Too right. We spend most of our time in the company of familiars, sliding around on a slidey thing in fantasy-land resorts. We know how to read a weather report and we know how to scam as much as possible for as little as possible, but really we know @$*! all. We might not have found enlightenment in Canada, but we did learn at least two things, for sure: that hope is the kindness of strangers, and that we all want to go back. And soon.

FLIGHTS

We flew with Air Canada (0871 220 1111) direct from Heathrow to Calgary. Flights during the 2007/2008 season start at just under £400 return, inc. taxes.

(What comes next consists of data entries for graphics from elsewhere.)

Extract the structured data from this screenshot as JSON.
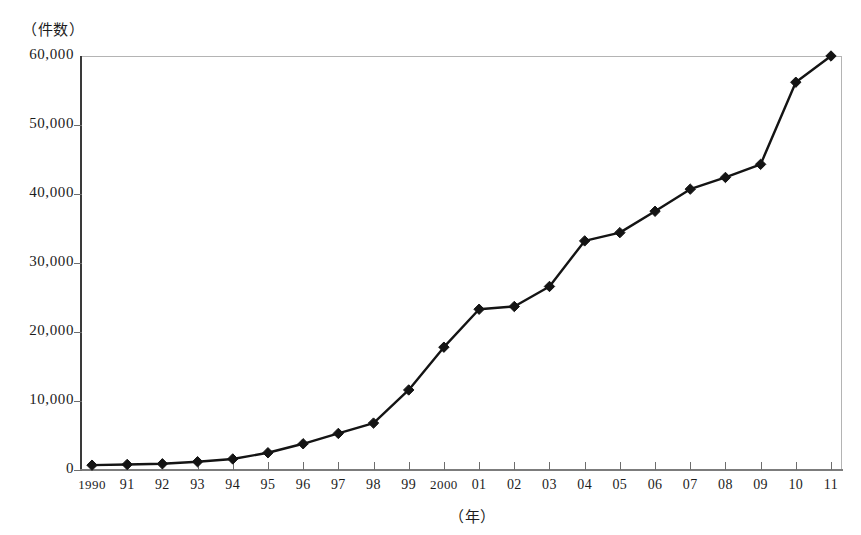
{
  "chart_data": {
    "type": "line",
    "title": "",
    "subtitle": "",
    "xlabel": "（年）",
    "ylabel": "（件数）",
    "categories": [
      "1990",
      "91",
      "92",
      "93",
      "94",
      "95",
      "96",
      "97",
      "98",
      "99",
      "2000",
      "01",
      "02",
      "03",
      "04",
      "05",
      "06",
      "07",
      "08",
      "09",
      "10",
      "11"
    ],
    "x": [
      1990,
      1991,
      1992,
      1993,
      1994,
      1995,
      1996,
      1997,
      1998,
      1999,
      2000,
      2001,
      2002,
      2003,
      2004,
      2005,
      2006,
      2007,
      2008,
      2009,
      2010,
      2011
    ],
    "values": [
      700,
      800,
      900,
      1200,
      1600,
      2500,
      3800,
      5300,
      6800,
      11600,
      17800,
      23300,
      23700,
      26600,
      33200,
      34400,
      37500,
      40700,
      42400,
      44300,
      56200,
      60000
    ],
    "series": [
      {
        "name": "件数",
        "values": [
          700,
          800,
          900,
          1200,
          1600,
          2500,
          3800,
          5300,
          6800,
          11600,
          17800,
          23300,
          23700,
          26600,
          33200,
          34400,
          37500,
          40700,
          42400,
          44300,
          56200,
          60000
        ]
      }
    ],
    "ylim": [
      0,
      60000
    ],
    "yticks": [
      0,
      10000,
      20000,
      30000,
      40000,
      50000,
      60000
    ],
    "ytick_labels": [
      "0",
      "10,000",
      "20,000",
      "30,000",
      "40,000",
      "50,000",
      "60,000"
    ],
    "grid": false,
    "legend": "none",
    "marker": "diamond",
    "line_color": "#141414",
    "frame_color": "#9a9a9a"
  }
}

TOUR OPERATORS AND TOURIST BOARDS

When you’re hiring a car, staying in a resort and buying lift tickets, travelling independently isn’t always the most economical choice. Depending on budget and what you expect out of a holiday, a UK based tour operator can save you money. Thanks to Frontier Ski (020 8776 8709), the UK’s ski Canada specialist, whose help with route planning and transport was invaluable; and to Nim at the Canadian Tourism Commission (0870 380 0070), without whose knowledge and assistance we wouldn’t have made it past Heathrow. Thanks also to the regional tourist reps at Travel Alberta (00 1 780 427-4321) and Tourism British Columbia.

CASTLE

Castle Mountain, Alberta (00 1 403 282-0456). Full day tickets $59.

Castle Mountain Ski Lodge and Hostel (001 403 627-5121), hostel beds $25; also renting agent for Castle’s Keep, sleeps 10-14, $300 per night.

FERNIE

Fernie Alpine Resort (00 1 250 423-4655). Full day ticket $69 (06/07 rates).

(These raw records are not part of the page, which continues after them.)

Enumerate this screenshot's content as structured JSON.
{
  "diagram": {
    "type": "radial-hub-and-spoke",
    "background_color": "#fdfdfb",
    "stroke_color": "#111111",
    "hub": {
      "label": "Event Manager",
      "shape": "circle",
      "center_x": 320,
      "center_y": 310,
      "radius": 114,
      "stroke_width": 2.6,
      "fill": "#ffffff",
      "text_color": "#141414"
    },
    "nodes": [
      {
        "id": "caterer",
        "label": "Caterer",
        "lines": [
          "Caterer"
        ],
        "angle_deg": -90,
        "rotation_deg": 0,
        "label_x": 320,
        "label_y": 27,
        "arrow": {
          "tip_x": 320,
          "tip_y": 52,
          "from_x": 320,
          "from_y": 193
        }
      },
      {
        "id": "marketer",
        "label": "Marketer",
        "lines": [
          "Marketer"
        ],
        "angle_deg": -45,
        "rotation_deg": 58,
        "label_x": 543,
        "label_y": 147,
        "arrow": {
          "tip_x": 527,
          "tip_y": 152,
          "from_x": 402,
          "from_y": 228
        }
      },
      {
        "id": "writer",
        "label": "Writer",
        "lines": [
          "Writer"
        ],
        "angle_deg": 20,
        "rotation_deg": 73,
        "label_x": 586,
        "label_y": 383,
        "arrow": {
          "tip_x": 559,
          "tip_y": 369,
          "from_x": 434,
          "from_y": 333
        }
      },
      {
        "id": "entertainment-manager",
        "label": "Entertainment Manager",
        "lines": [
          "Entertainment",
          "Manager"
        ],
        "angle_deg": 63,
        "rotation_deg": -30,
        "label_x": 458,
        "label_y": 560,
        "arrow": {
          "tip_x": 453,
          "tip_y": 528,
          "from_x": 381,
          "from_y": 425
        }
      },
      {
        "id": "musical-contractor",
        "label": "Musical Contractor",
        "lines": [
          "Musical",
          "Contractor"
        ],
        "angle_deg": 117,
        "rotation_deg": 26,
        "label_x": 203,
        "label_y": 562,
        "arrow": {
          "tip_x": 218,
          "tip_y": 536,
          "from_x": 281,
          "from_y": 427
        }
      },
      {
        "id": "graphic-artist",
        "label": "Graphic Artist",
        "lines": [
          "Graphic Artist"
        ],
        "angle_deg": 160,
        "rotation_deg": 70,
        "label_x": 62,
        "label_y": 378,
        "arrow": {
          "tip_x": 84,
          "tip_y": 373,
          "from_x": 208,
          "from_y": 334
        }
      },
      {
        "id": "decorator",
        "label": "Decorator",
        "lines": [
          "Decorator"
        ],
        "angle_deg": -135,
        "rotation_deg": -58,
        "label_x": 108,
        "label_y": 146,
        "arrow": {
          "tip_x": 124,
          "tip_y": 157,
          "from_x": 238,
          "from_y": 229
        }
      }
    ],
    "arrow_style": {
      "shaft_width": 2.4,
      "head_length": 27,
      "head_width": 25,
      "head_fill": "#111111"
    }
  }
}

Pinnacle Ridge (0800 032-8836 or 00 1 250 423-2606). Two-bed condos sleeping six from $255 per night.

KICKING HORSE/GOLDEN

Kicking Horse Mountain Resort (00 1 250 439-5400). Full day ticket $60 (06/07 rates).

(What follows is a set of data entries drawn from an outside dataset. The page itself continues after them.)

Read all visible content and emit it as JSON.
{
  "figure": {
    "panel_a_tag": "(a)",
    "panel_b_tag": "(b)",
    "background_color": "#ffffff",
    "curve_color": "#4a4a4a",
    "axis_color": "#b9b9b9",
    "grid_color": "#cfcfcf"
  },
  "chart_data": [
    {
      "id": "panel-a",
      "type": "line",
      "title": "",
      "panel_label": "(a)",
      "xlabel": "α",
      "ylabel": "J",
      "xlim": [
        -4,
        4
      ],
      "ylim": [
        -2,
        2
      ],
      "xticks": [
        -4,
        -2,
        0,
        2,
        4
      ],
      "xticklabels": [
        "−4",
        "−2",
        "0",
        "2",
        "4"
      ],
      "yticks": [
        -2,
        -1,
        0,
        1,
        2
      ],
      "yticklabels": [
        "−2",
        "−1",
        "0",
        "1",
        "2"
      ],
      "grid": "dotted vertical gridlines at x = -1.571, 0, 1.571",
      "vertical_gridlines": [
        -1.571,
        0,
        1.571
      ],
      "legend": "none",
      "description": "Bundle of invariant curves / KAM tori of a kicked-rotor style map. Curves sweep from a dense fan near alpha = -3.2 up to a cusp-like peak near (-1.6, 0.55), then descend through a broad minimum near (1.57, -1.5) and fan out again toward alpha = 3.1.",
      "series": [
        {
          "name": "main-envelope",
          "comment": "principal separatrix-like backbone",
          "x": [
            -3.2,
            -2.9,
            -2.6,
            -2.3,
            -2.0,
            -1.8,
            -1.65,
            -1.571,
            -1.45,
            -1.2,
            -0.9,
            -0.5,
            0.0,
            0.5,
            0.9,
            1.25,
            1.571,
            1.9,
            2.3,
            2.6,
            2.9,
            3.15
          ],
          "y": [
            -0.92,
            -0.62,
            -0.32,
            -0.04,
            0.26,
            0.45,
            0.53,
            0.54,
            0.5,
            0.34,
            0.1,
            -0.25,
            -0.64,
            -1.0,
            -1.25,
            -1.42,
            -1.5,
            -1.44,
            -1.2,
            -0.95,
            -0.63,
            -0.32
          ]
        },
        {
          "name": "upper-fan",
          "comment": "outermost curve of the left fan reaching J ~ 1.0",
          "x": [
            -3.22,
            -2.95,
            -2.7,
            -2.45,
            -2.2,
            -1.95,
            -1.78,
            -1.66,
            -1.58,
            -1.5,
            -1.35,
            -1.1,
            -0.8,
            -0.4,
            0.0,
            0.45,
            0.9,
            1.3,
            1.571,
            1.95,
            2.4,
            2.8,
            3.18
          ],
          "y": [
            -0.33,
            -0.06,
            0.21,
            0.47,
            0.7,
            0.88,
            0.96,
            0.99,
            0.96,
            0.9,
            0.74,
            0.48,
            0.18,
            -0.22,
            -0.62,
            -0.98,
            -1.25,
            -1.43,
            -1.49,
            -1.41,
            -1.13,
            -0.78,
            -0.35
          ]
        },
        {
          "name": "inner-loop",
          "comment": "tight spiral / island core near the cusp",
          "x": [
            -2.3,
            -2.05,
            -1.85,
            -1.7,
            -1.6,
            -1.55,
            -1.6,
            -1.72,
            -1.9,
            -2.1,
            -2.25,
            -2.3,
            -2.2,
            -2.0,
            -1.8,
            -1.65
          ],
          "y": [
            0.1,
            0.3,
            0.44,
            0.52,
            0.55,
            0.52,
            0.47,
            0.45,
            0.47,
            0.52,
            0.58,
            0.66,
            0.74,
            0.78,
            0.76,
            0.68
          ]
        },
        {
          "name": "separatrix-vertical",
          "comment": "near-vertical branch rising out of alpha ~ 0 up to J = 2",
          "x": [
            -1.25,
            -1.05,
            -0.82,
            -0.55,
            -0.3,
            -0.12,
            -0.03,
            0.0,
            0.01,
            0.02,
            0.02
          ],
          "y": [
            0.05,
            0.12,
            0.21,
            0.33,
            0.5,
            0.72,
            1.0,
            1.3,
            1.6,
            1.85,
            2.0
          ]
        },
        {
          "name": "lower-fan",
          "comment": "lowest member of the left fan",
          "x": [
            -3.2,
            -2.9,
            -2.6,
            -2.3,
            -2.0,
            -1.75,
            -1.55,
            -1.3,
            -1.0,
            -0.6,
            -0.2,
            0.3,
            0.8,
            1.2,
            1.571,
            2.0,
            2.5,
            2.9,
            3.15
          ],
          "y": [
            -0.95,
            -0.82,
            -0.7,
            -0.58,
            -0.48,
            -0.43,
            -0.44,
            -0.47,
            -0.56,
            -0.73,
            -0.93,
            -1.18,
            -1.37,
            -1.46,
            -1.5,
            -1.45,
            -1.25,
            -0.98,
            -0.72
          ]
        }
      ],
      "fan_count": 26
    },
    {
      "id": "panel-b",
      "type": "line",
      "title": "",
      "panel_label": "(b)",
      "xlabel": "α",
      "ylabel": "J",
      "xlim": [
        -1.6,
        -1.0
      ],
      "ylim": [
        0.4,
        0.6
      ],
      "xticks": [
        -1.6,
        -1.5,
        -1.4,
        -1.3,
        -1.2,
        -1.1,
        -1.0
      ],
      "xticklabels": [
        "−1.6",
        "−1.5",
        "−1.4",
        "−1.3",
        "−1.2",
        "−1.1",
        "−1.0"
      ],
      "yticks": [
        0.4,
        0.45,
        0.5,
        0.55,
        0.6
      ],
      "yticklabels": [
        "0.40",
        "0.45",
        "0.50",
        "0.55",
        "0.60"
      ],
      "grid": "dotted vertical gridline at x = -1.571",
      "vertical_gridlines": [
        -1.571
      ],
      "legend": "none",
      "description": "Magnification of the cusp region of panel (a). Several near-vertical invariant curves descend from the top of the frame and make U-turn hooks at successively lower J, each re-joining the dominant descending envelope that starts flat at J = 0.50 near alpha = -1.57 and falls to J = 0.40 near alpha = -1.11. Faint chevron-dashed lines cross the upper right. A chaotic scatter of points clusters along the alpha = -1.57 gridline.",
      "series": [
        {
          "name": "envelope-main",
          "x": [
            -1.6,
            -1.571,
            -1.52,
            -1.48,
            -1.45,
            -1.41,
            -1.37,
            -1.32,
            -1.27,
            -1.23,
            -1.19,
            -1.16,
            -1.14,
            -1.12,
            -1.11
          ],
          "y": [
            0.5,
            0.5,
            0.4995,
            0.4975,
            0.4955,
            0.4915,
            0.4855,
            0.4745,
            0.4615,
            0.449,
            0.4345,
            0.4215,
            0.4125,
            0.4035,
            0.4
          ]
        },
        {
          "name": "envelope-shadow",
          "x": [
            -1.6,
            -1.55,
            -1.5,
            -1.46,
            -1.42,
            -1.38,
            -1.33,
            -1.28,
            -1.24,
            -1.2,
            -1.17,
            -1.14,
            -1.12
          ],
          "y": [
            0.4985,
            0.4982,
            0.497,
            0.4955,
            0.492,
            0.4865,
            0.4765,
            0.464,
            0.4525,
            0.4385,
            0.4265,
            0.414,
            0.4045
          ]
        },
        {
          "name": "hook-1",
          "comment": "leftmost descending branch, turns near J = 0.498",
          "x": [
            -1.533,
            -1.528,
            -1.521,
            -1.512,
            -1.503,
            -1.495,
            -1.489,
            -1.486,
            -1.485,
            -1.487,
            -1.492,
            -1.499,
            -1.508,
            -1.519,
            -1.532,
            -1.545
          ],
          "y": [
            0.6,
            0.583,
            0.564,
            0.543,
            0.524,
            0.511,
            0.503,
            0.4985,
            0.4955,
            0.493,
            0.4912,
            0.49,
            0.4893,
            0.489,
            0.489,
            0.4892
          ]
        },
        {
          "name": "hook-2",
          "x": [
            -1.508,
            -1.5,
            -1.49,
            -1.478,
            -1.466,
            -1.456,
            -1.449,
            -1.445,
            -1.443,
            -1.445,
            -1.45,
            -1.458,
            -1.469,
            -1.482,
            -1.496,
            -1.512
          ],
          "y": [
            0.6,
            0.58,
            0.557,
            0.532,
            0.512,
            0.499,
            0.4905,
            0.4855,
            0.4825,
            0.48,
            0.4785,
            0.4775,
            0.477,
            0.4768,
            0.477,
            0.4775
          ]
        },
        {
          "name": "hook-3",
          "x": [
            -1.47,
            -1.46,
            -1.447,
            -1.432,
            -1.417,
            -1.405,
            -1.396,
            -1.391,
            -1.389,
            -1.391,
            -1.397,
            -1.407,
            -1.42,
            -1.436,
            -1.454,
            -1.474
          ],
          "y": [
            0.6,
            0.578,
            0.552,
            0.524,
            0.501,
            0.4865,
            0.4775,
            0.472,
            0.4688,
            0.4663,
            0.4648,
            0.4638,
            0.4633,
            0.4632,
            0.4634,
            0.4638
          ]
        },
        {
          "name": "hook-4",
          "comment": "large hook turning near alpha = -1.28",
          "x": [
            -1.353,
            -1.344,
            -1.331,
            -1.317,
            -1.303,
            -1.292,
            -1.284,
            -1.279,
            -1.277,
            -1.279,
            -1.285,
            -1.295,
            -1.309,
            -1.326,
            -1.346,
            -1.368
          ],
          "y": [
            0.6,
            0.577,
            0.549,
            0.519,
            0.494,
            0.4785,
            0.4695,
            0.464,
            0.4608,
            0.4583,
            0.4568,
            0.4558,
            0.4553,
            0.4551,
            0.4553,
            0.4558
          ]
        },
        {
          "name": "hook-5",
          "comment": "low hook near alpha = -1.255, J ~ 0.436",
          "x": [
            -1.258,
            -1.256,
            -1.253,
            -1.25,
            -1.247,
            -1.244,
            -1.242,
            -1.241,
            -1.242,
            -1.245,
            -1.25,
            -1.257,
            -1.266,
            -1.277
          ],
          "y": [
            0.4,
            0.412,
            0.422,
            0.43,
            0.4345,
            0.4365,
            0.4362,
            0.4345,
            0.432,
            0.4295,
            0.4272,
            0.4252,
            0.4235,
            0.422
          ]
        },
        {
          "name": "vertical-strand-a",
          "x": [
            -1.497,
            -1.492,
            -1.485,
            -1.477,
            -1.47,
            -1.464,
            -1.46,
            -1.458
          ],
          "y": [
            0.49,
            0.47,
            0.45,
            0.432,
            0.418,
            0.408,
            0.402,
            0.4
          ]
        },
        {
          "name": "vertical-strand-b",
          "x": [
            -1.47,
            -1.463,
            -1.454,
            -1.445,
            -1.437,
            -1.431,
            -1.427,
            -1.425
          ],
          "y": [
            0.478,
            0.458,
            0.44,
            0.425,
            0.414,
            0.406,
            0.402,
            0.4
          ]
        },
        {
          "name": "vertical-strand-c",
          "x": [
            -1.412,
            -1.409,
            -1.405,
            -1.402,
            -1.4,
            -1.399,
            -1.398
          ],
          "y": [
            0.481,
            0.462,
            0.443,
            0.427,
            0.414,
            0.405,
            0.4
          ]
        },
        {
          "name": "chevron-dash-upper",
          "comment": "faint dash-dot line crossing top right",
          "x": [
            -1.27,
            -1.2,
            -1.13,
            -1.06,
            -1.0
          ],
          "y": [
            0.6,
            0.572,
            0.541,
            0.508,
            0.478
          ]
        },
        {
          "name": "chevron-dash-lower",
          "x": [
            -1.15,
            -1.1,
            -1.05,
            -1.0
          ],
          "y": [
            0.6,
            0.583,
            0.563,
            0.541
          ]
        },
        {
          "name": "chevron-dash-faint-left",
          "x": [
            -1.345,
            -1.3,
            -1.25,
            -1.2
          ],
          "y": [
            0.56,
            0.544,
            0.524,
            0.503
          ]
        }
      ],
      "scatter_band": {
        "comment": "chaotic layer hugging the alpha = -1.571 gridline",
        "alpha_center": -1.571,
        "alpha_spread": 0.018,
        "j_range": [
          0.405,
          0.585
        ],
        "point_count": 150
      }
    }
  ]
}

Townhomes, lodges and glossy modern condos are available on-mountain; see the resort website for details and booking. In Golden you’ll find hotels, motels and private cabins; highly recommended are the Mount 7 Lodges (00 1 250 344-8973) Two luxury cabins, each sleeping up to eight and with private hot tub, on 60 acres of private mountainside just south of Golden.

PANORAMA

Panorama Mountain Village (00 1 250 342-6941). Full day ticket $63 (06/07 rates). Accommodation is managed by the resort; see the website for details and booking.

SNOWMOBILE RENTAL
Golden Snowmobile Rentals (001 250 344-8175) Rentals from £225 per day; safety packs (backpack, shovel, probe and transceiver) $25 per day.

SHUTTLES

Mountain Perks (00 1 250 423-4023) runs shuttles from Calgary International to Kicking Horse and Golden, Invermere (for Panorama) and Fernie. 2007 fares were $67 Canadian each way.

NOTE: ALL PRICES IN CANADIAN DOLLARS

Thanks to all those who helped us on our travels, with special thanks to the Golden Sikh Temple for their patience and understanding.